What is sad is that this should have to be explained at all. Frederic Bastiat understood this fallacy -- the parable of the broken window -- more than 150 years ago. The coercive power of government, when wielded in an effort to control the economy, is always ultimately destructive.
Keynesian talk of "multipliers" of federal spending are nonsense on stilts. No, change that -- nonsense chugging three Red Bulls and bouncing around frenetically on a pogo stick. It is a confusion of two separate phenomena:
- Case A: You are studying the economy of Tupelo, Mississippi. Sen. Trent Lott inserts a measure into a federal transportation bill to do $2,000,000 of improvements to a local roadway -- widen it, repave it, upgrade the traffic signals, etc. The total value of that project to the community is actually greater than $2 million. Better roads increase commerce and help attract business. The employers of the paving company spend their earnings in local stores. Et cetera. Thus, it might be said that there is a "multiplier effect" in terms of local economic impact of this road project.
- Case B: The Democrats who run Congress hate Trent Lott, so they reject his highway-improvement project for Tupelo. Thus, if the locals are really serious about the project, they'll have to come up with the money themselves. So the Tupelo City Council meets and passes a tax hike to raise the $2 million project. Does the same "multiplier effect" apply? No, because the "multiplier" mainly reflects secondary impacts of the addition of federal money to the local economy. If Tupelo builds the project by taxing its own citizenry, whatever gains are made by the improvement of the highway must be balanced against the $2 million taken out of local pockets by the tax hike.
Therefore, whatever the federal government does in terms of job creation at a national level through additional spending cannot really have a "multiplier effect" because one way or another, this spending is funded by taking money away from the taxpayer. For the federal project to truly "create" jobs, it must be argued that the spending by the government has greater value than if the money were left with the citizenry to spend, save or invest themselves.
You may believe in the magical "multiplier effect" of federal spending, but you cannot prove it, because the evidence points the other way: Private investment ultimately creates more jobs than does government spending. And the fact that the stimulus is funded by deficit spending only compounds the problem, because now you must subtract from the value of each dollar of spending some small amount for interest on the debt created by spending borrowed money. The more money government borrows, the less money is available for private loans or investments.
The fact that the Democrats in Washington belief that spending $787 billion of borrowed money has some kind of magical job-creation impact only goes how utterly out of touch they are with economic reality. The Keynesian "pump-priming" theory, by which they attempt to justify this, simply does not pass the smell test. Eventually, that borrowed money must be paid back, but in the meantime, interest must be paid, and all the while, government borrowing has the effect of siphoning capital away from the private sector.
As I said, it shouldn't be necessary to explain this. My explanation may not be easy to understand, but if so, that's just a reflection of my shortcomings as a journalist. There is a fundamental economic reality that is really quite simple, once you get over the attitude that there is something magical about the economic power of the federal government.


* Problem to work on: In the data below, find every line with the word "Image" and copy it.

* Information supplied:
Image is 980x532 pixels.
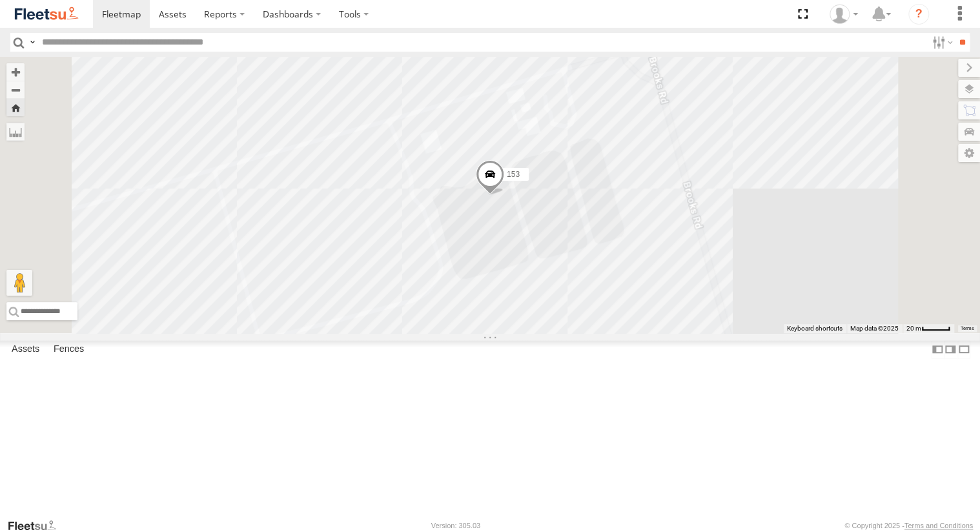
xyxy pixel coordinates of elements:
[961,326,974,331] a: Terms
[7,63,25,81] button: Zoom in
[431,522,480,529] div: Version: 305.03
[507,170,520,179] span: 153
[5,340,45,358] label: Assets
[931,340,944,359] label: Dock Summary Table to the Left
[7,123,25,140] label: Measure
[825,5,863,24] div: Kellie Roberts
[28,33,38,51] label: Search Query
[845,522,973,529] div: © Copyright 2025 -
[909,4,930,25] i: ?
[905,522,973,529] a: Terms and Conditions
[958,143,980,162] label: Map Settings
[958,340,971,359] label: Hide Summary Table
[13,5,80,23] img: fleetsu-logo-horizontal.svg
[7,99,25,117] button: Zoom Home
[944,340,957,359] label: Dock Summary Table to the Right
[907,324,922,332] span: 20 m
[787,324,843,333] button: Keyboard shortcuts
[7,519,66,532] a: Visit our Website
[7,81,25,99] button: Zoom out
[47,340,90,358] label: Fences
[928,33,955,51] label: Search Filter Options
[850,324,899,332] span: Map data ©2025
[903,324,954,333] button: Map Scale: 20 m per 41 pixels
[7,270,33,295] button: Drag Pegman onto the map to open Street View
...
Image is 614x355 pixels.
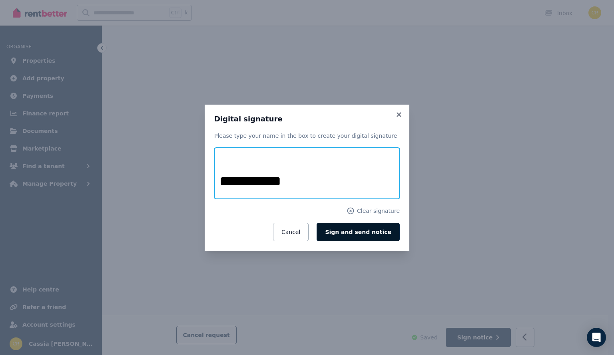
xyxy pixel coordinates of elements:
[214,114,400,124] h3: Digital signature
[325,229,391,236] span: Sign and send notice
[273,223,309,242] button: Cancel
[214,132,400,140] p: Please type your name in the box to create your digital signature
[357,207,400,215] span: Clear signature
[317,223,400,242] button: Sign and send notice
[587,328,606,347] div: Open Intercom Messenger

* Worked solution:
Image is 980x532 pixels.
Image is 614x355 pixels.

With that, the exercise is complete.